Robert Reich was very close in his prediction yesterday of how this would come out. Roberts was concerned that another blatantly political ruling would undermine the credibility of his court and his legacy.
I should remind the read that this interaction between the Administration and a conservative Supreme Court is a remarkable replay of the 1930's, in which the Court, packed with the legacy of prior Republican administrations, repeatedly struck down elements of the New Deal.
I think the most reliable forecast is that rational discussion will continue to decrease, while polarized hysteria will dominate much of the commentary and most of the conversation.
All this is of most interest to us because of its significance on the inability to generate economic recovery.
And in the short term it did not support the two day stocks rally and caused those gains to be sold off. Since I agreed with Reich I had put on a big short hedge, and it has worked.
This will passd quickly and Europe and the domestic economy will become the driving forces. This being an election year most of the activity in the Congress for the rest of the year will be theater.

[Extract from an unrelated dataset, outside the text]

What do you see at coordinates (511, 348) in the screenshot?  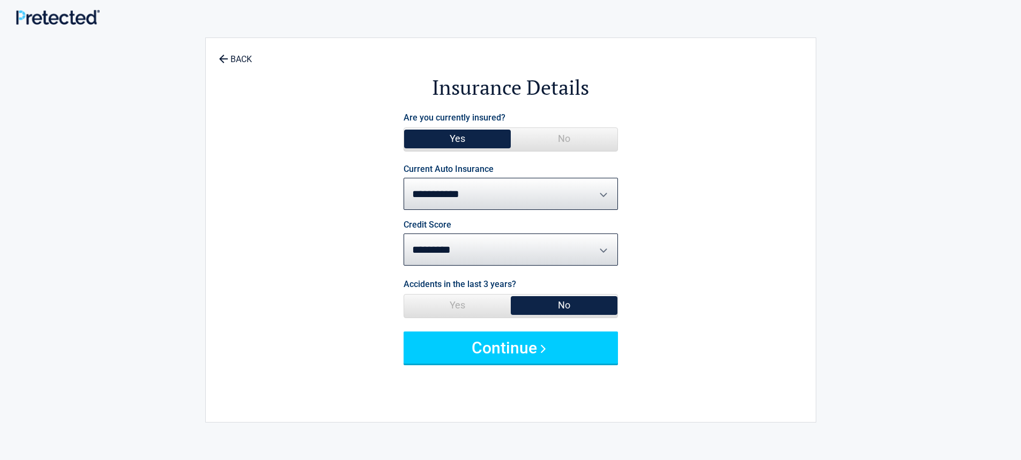 I see `button: Continue` at bounding box center [511, 348].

Why the Supreme Court Will Uphold the Constitutionality of Obamacare
By Robert Reich
Wednesday, June 27, 2012
Predictions are always hazardous when it comes to the economy, the weather, and the Supreme Court. I won’t get near the first two right now, but I’ll hazard a guess on what the Court is likely to decide tomorrow: It will uphold the constitutionality of the Affordable Care Act (Obamacare) by a vote of 6 to 3.
Three reasons for my confidence:
First, Chief Justice John Roberts is — or should be — concerned about the steadily-declining standing of the Court in the public’s mind, along with the growing perception that the justices decide according to partisan politics rather than according to legal principle. The 5-4 decision in Citizen’s United, for example, looked to all the world like a political rather than a legal outcome, with all five Republican appointees finding that restrictions on independent corporate expenditures violate the First Amendment, and all four Democratic appointees finding that such restrictions are reasonably necessary to avoid corruption or the appearance of corruption. Or consider the Court’s notorious decision in Bush v. Gore.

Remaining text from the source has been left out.